Pro: Affirmative action is an important part of balancing equality in the work environment and universities, and understanding its history is pivotal.
Kristen Schultz
Contributing Writer
To determine the value of affirmative action, its legislative and judicial history, as well as the present hiring and admitting practices of corporations and universities must be examined.
It is clear that the government needed to create laws to protect
peopleagainst the discrimination highlighted in the civil-rights movement. On March 6, 1961, President John F. Kennedy made an executive order to create the Committee on Equal Employment Opportunity and used federal funds to protect individuals from racial discrimination at work.
The order has since been modified by a number of presidents.

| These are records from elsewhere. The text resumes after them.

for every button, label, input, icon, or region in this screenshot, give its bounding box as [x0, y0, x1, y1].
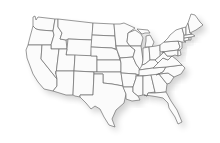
state-co: [74, 55, 97, 72]
state-mt: [58, 19, 93, 40]
us-map-svg: [0, 0, 220, 143]
state-ks: [97, 60, 121, 72]
state-nm: [73, 71, 94, 97]
us-map: United States: [0, 0, 220, 143]
state-nd: [92, 23, 115, 36]
states-group: [26, 14, 203, 127]
state-wy: [66, 39, 92, 56]
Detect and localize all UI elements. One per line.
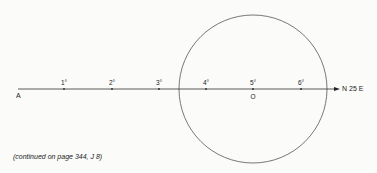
continuation-caption: (continued on page 344, J 8) <box>13 153 102 160</box>
arrowhead-icon <box>334 87 340 91</box>
tick-label-5: 5° <box>250 79 256 87</box>
start-label: A <box>16 92 21 100</box>
tick-label-6: 6° <box>298 79 304 87</box>
tick-label-4: 4° <box>203 79 209 87</box>
tick-label-1: 1° <box>61 79 67 87</box>
end-label: N 25 E <box>342 85 363 93</box>
tick-label-2: 2° <box>109 79 115 87</box>
tick-label-3: 3° <box>156 79 162 87</box>
diagram-canvas <box>0 0 377 173</box>
center-label: O <box>250 93 255 101</box>
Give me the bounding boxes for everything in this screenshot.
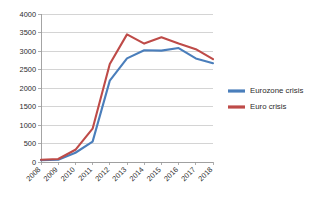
- y-axis-tick-label: 4000: [20, 10, 36, 19]
- legend-label: Eurozone crisis: [250, 86, 303, 95]
- legend-label: Euro crisis: [250, 102, 286, 111]
- y-axis-tick-label: 3000: [20, 47, 36, 56]
- line-chart: 40003500300025002000150010005000 2008200…: [0, 0, 322, 199]
- y-axis-tick-label: 500: [24, 139, 36, 148]
- y-axis-tick-label: 1500: [20, 102, 36, 111]
- chart-container: 40003500300025002000150010005000 2008200…: [0, 0, 322, 199]
- y-axis-tick-label: 2000: [20, 84, 36, 93]
- y-axis-tick-label: 2500: [20, 65, 36, 74]
- y-axis-tick-label: 1000: [20, 121, 36, 130]
- y-axis-tick-label: 3500: [20, 28, 36, 37]
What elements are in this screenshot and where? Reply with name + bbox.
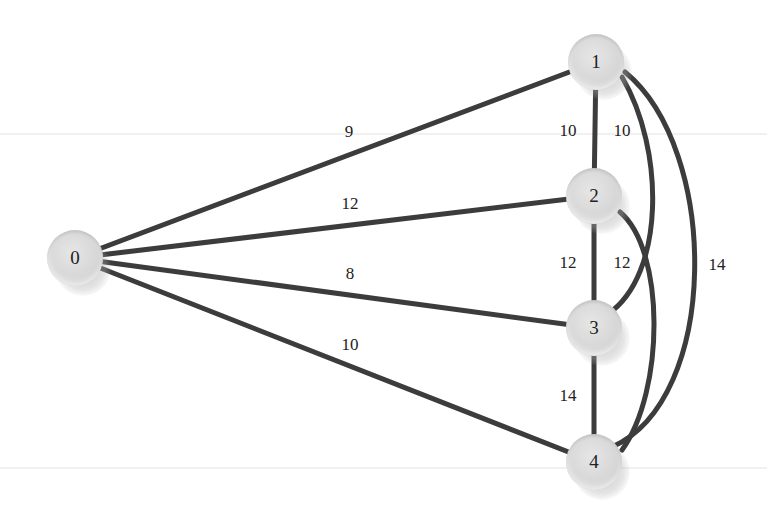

President Lyndon Johnson signed the Civil Rights Act, establishing more specific legislation, prohibiting discrimination based on “race, color, religion or national origin.” The following year, Johnson made another executive order requiring government contracts to take action to hire minorities, and that contractors must ensure equality in hiring.
Forty years later, opponents advocate the complete elimination of all rules concerning race arguing that unlike during the time of the civil-rights movement, these are no longer an issue. Rather, they argue that people should be blind to these factors.
This approach fails to take into consideration the fact that discrimination still exists for all types of minorities. Minorities are not getting the same opportunities as non-minorities in the workplace and in universities. While many argue that racial awareness in hiring employees and admitting students is reverse discrimination, this argument fails to consider that there are other, non merit-based factors that play a role in the hiring and admissions processes.
SAT scores and GPA are not the only factors college admissions committees consider. Often, lower scores can be offset by athletic ability, debate skills, musical or artistic talent, spirituality (in private schools) and so forth. These students are not taking away from the university’s environment or discriminating against students who may have received higher SAT scores.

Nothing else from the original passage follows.